DistEA: Efficient Dynamic Impact Analysis for Distributed Programs

1.0.0.0

DistEA, short for Disttributed program dynamic impact analysis based on Execute After relations between methods, is a technique for efficiently predicting potential impacts of proposed changes to distributed systems running in multiple processes concurrently on separated machines. It also names a tool that implemented this technique for Java software systems. The technique is less precise than distributed slicing but still safe with respect to the concrete of executions used by the analysis. Note that although distributed dynamic slicing has been proposed but only for a partial design, there has not yet been a dynamic slicer that is shown to be fully working on real-world distributed programs up to this date. Also, even if such a dynamic slicer is fully implemented as currently designed, it is expected to be too heavyweight to be practically applicable, or at least much more expensive than DistEA.

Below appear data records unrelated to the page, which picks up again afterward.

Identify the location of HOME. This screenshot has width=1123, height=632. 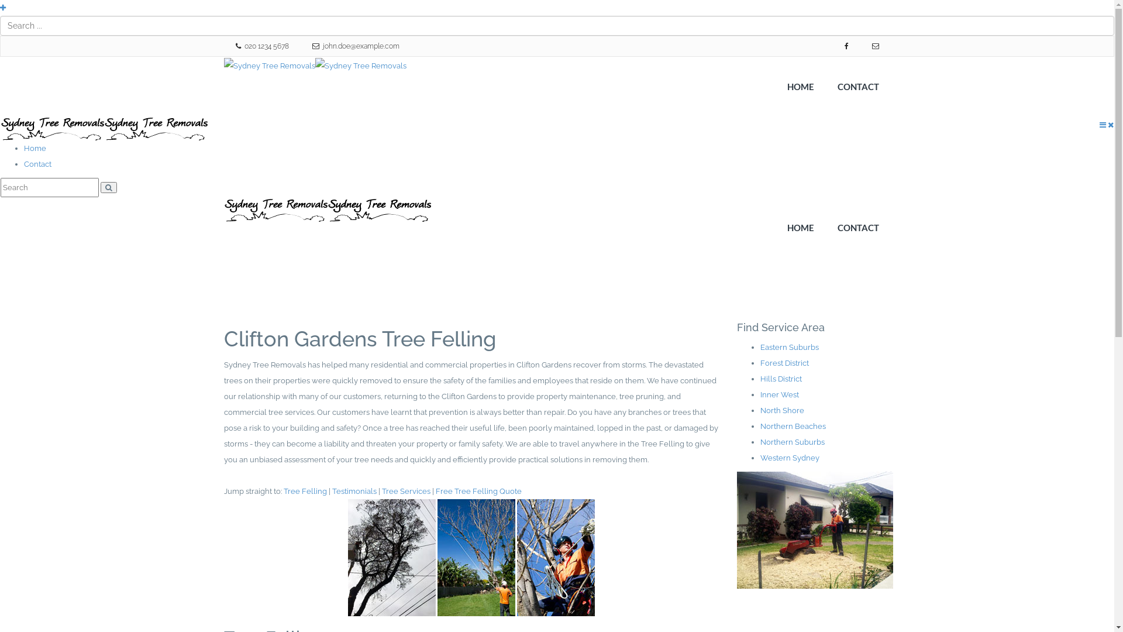
(800, 87).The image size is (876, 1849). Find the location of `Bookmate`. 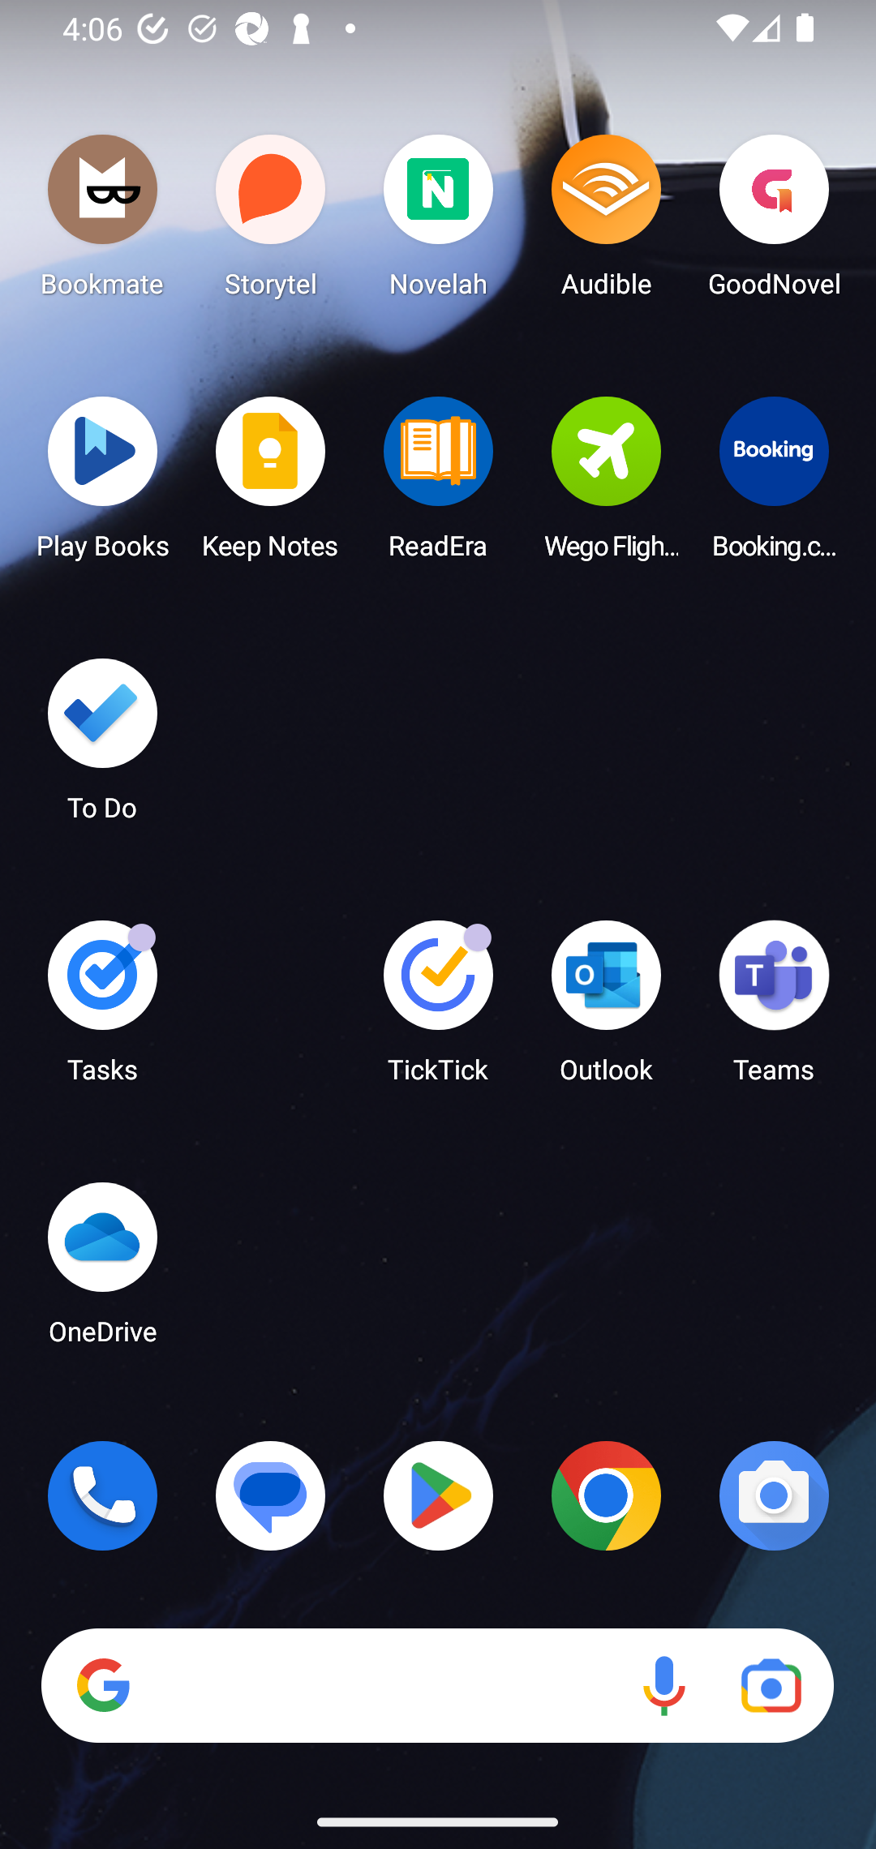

DistEA targets distributed systems where separated processes on distributed machines communicate through socket-based netowrk I/Os, unlike some existing peer techniques which are limited to event-based systems only. This work was partially motivated by the dynamic impact analysis based on the Execute-After Sequence (EAS), a technique that works on single-process programs only, though. In a nutshell, DistEA monitors network I/Os during the runtime of the distributed program under analysis; in the meanwhile, by timestamping distributed method-execution events with Lamport timestamps (per-process logic clocks), it partially orders those distributed method events; then, based on the execution order of methods concurrently executed in multiple processes (corresponding to concurrent executions of the multiple distributed components in the subject system), it computes dynamic impact sets based on the safe assumption that any methods executed after a query could be possibly impacted by any changes to be made in that query.

This is the project homepage for DistEA, where the usage information is hosted and the internal working of DistEA is illustrated. The DistEA tool is implemented on top of our data-flow analysis and instrumentation library DUA-forensics, which is based on the Soot byte-code analysis and optimization framework. Both DistEA and DUA-forensics can be downloaded, with other third-party libraries, using the links provided on this page.